Mike Haylon

AMA: Asana Head of Enterprise, North America, Mike Haylon on Sales KPIs

December 5 @ 10:00AM PST
View AMA Answers
Mike Haylon
Asana Head of Enterprise, North AmericaDecember 5
As important as any KPI is why the metric is being measured, how you intend to reliably collect and review the data and the frequency you will get together to review the trend good or bad. In entering new markets, however difficult and unpredictable, you need to establish what you do believe to be true: size of the TAM, ICP definition and owners of each stage and target conversion of part of the funnel. Once you commit to the process - and give enough time for the work to show meaningful results, perhaps then can discuss what might feel arbitrary. If after all that there is still uncertainty about what goals might be realistic then commit simply to make improvements each week until there is enough data to set the right goal. Or take a leap of faith, set the goal and over communicate how and why you set it and what you'll do and why if you need to adjust at some point.
...Read More
428 Views
1 request
Mike Haylon
Asana Head of Enterprise, North AmericaDecember 5
I think any KPI that is not integrated into the quota and comp structure for any AE by and large is misguided. If you want AEs to focus on specific behaviors then build it into their comp plan and prioritize quota relief over increased commission payments if you have to choose. There are only two exceptions to this in my mind: any KPIs (pipe coverage, onsite meetings, etc.) where you can establish a direct connection to the health of those metrics and their ability to close more revenue OR behavior changes you might want to see mid year, in which case you can use SPIFFs as a tool to align incentives to the behavior changes you want to see. And for any behaviors where the KPIs or SPIFFs are not baked into their quota, be sure to have dashboards that accurately reflect what is happening and commit to communicating regularly progress each AE is making against them.
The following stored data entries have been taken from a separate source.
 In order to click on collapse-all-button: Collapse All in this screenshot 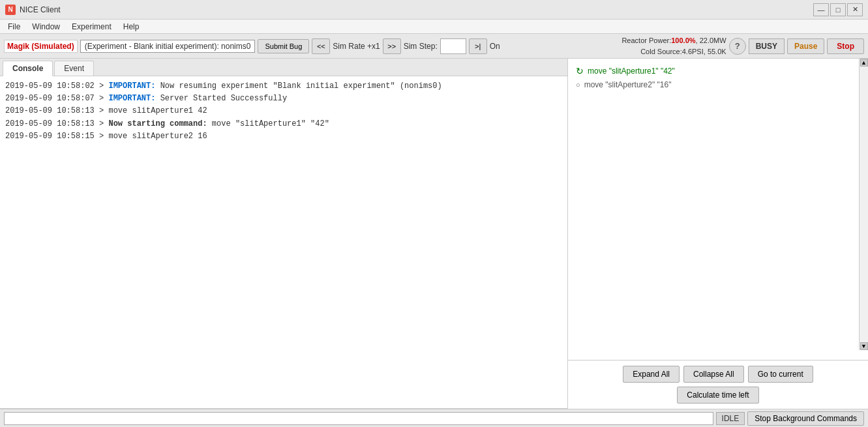, I will do `click(713, 374)`. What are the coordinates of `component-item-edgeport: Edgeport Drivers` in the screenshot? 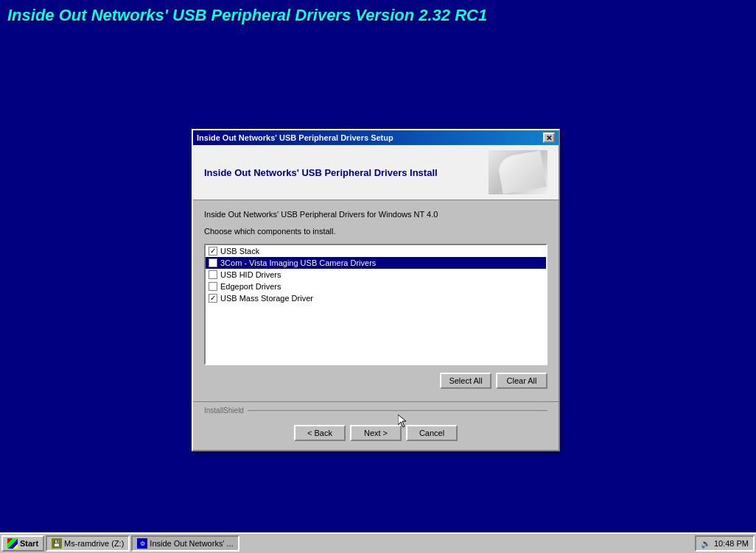 It's located at (376, 286).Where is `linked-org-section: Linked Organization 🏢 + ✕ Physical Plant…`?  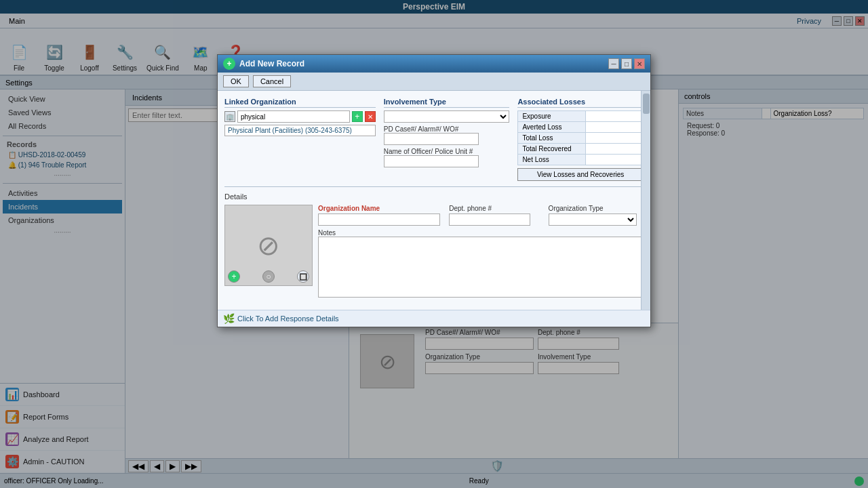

They will otherwise be lost or forgotten about as quota relief and commission always reigns supreme.
...Read More
445 Views
1 request
Mike Haylon
Asana Head of Enterprise, North AmericaDecember 5
Sales KPIs play a critical role in forecast accuracy, especially in unpredictable markets. Amidst the market turbulence, really the only thing you have are deal execution and forecast accuracy. The difference between having a math based forecast everyone is aligned around vs not is stark. There are so many ways to cut your forecast in an effort to determine where you'll land. The math itself is important but the most important is having a shared language and "walkup" in order to pinpoint the assumptions you're making - so you can have an in-depth discussion in a short amount of time.
...Read More
415 Views
2 requests
Mike Haylon
Asana Head of Enterprise, North AmericaDecember 5
Sales leaders can set KPIs around behaviors we want to see and hold the team accountable to them but top performers will disregard them if they don’t find it is what puts them in the best position to achieve their growth targets. That’s why it’s really important to spend meaningful time with your top account executives upfront to be sure you have a pulse on the ways in which they are translating the strategy you’ve set into actual work in the field. If I believe based on the data that it will take five customer on-sites per qtr to drive expansion then I want to be sure my top performers also see that as the benchmark, are consistently driving towards that mark and that they have scalable methods for doing that. Not only does this increase the confidence I can have in the target I set but I can also now enable and inspire the rest of the team to do the same because I’m using a top performer to drive belief and show them how it’s done. Absent this important context, you run the risk of setting unattainable targets, or worse, targets AEs drive towards only because they’re being asked to, not because it actually drives the behavior and results you know lead to the ultimate growth targets every sales leader is out to achieve.
...Read More
402 Views
1 request
Mike Haylon
Asana Head of Enterprise, North AmericaDecember 5
I like a consistent review of competitive win rates by stage. I think these can serve as early signals to so much: from how your narrative is landing, whether price is where you fall down or perhaps even foresight into late losses building up as a result of a missing piece of functionality or two. We have the benefit of someone who dedicates the majority of their time on content creation, visiting with customers and regular analysis of our results. Whether or not you can make this a full-time job, I think carving it out intentionally for a relevant function to own is worth it - the insight is invaluable.